27 APRIL 1867, Page 1

Leeds, which, like Birmingham, abounds in compound house- • holders,

is, also like Birmingham, not much in love wjth Mr. Disraeli's Bill. At a meeting held there on Tuesday evemng, Mr. W. E. Forster explained to his audience that the Act known as Sir William Clay's, which a writer in the Law Times supposes to be applicable to the new compound householders to be admitted under this Bill, is not applicable to them at all, but that they are at present expressly excluded from its benefits. Were it applicable to them, they could claim once for all to be put on the rate-book, and therefore on the Register, and then go on paying their rates through their landlord without further annoyance, and without any money fine. It is for this change in the condition of the new compound householders, and for the subtraction of the extra year's residence which is to be demanded from them over and above the- year's residence demanded from the present voters, that Mr. Forster argued, to the great content of his Leeds audience.

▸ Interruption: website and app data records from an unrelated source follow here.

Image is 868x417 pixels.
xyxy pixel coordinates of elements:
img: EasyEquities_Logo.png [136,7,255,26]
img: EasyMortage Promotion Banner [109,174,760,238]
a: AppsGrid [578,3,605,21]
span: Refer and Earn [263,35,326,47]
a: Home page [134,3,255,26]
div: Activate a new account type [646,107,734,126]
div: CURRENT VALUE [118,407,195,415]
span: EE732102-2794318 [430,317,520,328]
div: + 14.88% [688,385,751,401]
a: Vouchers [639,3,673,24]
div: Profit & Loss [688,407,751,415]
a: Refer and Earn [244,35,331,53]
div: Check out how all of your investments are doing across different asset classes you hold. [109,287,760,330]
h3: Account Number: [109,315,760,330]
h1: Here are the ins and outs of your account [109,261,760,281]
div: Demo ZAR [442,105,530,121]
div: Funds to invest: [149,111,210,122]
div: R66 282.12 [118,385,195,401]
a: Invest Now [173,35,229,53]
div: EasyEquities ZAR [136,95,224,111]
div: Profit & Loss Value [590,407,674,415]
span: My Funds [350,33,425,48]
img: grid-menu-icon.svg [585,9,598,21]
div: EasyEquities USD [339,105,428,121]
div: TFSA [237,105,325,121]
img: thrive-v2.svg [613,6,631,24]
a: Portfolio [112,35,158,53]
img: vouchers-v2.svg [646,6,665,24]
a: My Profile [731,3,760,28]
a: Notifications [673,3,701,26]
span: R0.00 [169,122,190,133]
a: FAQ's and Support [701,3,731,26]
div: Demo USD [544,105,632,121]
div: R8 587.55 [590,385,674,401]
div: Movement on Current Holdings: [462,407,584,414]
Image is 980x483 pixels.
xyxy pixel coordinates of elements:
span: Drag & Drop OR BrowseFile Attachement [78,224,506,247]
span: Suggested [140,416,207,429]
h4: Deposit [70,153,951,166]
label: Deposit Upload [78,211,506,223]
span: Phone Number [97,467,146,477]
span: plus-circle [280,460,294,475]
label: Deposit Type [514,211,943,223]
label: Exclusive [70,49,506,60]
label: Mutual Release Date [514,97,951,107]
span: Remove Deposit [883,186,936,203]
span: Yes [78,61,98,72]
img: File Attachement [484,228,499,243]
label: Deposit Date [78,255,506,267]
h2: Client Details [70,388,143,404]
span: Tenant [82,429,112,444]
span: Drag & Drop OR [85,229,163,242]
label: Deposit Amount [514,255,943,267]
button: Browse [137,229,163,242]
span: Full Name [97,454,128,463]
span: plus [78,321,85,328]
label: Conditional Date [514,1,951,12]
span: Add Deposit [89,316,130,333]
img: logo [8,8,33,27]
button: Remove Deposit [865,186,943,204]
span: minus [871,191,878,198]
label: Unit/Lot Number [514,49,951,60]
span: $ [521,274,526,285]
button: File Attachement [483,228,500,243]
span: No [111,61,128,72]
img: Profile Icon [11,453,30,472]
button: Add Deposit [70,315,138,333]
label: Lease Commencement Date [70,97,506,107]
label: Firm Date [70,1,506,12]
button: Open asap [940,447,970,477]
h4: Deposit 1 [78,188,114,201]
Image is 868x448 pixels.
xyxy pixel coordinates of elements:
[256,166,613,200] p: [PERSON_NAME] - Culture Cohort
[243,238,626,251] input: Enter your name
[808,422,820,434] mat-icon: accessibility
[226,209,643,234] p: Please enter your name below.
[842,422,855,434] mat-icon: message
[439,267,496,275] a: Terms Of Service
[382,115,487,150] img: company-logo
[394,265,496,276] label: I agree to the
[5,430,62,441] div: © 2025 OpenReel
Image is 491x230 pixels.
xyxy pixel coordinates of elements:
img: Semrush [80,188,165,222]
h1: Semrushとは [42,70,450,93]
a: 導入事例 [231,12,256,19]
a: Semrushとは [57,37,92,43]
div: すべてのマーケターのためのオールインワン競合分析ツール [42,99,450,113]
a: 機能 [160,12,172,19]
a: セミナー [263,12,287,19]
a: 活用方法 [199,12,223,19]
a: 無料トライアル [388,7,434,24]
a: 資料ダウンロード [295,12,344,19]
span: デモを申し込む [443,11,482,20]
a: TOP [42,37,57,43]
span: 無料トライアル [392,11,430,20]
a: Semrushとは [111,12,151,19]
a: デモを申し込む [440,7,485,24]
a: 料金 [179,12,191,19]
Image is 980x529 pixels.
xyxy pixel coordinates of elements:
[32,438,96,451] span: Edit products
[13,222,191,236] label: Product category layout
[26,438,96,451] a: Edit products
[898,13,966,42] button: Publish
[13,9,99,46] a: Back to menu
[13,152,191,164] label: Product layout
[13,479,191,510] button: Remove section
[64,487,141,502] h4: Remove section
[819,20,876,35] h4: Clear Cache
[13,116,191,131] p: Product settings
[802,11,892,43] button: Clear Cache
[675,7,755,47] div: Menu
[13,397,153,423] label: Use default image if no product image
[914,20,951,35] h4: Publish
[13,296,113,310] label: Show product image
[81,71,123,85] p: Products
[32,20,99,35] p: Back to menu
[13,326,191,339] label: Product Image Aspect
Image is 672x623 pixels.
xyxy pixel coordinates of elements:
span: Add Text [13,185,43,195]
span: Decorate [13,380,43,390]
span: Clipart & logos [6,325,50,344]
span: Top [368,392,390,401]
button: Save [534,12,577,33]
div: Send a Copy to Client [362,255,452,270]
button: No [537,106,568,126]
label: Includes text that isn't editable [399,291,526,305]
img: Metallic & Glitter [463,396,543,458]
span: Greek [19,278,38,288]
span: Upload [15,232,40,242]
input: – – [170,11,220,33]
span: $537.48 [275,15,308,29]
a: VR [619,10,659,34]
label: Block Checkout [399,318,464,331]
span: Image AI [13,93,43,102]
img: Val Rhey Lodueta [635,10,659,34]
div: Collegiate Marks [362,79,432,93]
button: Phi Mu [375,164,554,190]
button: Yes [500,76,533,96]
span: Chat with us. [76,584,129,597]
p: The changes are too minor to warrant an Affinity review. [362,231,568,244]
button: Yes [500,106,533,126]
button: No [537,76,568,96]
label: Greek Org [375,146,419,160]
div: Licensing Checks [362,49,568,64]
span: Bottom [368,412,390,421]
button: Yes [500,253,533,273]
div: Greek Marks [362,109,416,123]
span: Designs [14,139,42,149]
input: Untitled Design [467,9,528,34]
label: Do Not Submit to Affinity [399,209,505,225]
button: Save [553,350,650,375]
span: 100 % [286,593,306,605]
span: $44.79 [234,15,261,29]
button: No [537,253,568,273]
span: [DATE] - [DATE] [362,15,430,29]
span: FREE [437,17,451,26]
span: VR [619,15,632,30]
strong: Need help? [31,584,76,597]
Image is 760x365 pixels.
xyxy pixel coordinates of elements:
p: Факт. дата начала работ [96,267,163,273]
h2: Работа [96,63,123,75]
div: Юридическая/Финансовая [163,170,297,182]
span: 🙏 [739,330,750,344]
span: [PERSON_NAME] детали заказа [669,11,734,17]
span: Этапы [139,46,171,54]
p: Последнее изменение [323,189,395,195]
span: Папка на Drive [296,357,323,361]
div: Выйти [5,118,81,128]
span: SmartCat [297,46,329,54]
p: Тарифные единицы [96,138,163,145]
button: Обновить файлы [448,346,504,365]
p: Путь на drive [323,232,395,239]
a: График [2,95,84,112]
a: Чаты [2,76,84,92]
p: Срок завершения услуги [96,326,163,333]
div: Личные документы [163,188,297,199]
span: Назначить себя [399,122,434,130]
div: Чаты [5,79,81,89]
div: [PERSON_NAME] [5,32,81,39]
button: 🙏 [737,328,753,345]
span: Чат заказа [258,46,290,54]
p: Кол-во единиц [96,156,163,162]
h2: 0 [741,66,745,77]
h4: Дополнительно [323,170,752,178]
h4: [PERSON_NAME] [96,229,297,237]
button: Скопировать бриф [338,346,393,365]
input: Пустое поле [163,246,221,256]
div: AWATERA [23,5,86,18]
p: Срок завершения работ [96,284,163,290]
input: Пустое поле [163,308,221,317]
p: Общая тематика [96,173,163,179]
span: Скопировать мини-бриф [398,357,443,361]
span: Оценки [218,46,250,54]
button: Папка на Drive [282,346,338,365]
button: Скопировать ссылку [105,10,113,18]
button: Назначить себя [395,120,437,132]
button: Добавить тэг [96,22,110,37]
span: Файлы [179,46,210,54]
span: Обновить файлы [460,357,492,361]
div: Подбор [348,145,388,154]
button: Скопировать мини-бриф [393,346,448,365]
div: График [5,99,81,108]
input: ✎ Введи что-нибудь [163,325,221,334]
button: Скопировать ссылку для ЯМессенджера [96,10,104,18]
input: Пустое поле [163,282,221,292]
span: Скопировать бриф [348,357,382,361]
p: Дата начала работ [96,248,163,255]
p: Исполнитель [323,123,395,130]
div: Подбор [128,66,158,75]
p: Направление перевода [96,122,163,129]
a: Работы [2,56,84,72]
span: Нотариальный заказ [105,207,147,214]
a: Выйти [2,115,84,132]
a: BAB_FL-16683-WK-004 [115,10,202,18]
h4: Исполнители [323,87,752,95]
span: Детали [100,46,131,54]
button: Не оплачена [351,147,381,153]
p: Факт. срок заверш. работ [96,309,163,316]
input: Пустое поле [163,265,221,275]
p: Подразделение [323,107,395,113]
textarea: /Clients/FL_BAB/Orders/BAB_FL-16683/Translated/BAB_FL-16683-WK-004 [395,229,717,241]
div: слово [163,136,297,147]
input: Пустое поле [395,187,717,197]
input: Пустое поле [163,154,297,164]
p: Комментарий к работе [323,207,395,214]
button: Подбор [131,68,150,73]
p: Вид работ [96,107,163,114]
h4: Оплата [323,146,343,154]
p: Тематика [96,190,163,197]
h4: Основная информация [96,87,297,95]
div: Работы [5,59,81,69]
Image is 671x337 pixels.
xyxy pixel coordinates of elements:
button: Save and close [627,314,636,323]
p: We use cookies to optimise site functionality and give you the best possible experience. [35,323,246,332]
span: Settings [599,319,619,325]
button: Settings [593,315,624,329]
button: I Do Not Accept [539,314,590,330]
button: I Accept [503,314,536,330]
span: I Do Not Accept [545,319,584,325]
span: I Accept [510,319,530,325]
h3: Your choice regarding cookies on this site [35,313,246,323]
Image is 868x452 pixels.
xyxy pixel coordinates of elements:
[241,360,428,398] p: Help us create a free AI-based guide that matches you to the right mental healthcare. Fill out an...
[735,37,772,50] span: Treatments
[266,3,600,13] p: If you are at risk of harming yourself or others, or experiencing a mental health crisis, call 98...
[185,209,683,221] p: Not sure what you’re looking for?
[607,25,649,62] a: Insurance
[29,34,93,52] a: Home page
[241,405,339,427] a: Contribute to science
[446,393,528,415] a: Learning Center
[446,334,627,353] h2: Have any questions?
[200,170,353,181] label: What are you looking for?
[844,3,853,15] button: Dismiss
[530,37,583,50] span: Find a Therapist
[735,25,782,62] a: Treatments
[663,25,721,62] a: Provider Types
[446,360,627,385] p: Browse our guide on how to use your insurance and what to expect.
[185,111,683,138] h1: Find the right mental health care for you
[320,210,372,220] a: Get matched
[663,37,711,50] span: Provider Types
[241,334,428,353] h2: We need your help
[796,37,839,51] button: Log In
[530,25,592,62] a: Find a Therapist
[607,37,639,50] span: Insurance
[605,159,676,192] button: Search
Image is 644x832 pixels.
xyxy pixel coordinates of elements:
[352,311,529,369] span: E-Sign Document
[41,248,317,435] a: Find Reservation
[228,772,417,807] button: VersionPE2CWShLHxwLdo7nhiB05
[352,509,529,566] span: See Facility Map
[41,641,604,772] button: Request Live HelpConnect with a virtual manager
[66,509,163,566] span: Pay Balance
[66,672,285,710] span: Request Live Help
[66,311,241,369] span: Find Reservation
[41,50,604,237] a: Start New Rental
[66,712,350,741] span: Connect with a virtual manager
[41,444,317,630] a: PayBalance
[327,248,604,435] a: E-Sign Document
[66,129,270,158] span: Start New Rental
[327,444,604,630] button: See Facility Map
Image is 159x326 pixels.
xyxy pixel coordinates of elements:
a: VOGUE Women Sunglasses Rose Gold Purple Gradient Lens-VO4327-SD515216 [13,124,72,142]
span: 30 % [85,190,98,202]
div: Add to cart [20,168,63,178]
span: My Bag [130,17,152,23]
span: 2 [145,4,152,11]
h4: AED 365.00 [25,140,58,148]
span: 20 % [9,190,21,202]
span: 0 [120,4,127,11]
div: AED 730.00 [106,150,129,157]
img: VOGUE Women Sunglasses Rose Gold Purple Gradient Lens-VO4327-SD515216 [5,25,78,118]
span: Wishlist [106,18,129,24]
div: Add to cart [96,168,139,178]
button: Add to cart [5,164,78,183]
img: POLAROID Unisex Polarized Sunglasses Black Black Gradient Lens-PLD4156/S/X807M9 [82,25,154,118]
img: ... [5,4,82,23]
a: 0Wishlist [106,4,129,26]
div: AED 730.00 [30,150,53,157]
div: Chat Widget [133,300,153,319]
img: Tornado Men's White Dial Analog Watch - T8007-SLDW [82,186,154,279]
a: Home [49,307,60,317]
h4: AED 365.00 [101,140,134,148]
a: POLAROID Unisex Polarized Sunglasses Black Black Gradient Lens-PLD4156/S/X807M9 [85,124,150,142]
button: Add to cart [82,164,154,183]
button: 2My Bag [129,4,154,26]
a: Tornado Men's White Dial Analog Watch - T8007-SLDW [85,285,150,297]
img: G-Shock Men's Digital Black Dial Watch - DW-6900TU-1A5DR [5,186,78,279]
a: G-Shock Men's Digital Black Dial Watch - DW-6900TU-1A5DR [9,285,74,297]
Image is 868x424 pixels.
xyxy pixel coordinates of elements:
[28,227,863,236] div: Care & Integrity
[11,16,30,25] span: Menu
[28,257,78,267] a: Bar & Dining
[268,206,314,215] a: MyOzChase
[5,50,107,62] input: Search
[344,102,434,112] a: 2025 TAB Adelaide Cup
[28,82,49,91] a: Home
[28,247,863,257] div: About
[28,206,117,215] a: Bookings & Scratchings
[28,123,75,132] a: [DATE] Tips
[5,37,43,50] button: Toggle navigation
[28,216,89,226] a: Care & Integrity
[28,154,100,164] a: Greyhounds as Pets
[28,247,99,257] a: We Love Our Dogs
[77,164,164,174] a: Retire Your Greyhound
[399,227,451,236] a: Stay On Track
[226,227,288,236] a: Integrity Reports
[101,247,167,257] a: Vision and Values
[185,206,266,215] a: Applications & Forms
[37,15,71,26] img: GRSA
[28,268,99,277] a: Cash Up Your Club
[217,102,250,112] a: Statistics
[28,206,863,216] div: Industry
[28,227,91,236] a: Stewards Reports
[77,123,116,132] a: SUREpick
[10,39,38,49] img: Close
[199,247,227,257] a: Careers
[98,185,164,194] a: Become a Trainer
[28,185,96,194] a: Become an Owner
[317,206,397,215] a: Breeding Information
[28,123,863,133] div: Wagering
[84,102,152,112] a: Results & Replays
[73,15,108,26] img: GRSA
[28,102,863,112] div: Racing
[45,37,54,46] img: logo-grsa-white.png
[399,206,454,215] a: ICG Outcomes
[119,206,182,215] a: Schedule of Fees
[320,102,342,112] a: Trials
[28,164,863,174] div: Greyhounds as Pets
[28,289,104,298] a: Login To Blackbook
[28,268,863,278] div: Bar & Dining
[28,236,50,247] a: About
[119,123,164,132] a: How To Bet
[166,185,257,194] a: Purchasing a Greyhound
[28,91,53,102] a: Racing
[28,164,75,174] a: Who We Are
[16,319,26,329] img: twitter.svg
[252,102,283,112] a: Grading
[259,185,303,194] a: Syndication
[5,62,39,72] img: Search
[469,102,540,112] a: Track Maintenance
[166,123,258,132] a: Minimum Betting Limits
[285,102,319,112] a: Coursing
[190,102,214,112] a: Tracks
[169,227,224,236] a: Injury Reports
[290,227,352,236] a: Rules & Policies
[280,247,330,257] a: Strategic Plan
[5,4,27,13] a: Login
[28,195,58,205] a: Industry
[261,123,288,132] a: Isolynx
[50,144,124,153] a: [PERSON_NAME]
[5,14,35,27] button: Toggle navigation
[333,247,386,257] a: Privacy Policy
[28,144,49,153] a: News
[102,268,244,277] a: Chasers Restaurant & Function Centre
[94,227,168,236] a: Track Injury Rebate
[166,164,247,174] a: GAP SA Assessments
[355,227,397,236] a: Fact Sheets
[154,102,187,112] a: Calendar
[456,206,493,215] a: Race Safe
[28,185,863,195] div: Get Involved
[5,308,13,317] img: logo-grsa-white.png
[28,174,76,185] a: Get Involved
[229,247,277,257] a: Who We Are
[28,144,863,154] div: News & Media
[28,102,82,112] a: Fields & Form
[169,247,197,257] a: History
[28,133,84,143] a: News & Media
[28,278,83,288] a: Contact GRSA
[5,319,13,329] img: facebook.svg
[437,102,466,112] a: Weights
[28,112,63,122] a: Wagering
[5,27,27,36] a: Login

There is no sense, he said, in making a working man give proof of two years' continuous residence in the same house, when a small shopkeeper need only give proof of one. There is no sense in objecting to him as a voter because he pays rates in driblets, instead of paying them quarterly. These things Mr. Forster hopes, under Mr. Glad- stone's leadership, still to rectify. He interpreted Mr. Gladstone's letter to Mr. Crawford only as withdrawing the 5/. "hard and fast line," not as in any sense abdicating the leadership. Mr. Forster con- cluded by anticipating "that for the remainder of the session, the Liberal party would be stronger and more inclined to follow Ms. Gladitone than it had hitherto been." We hope so. There is certainly room for it.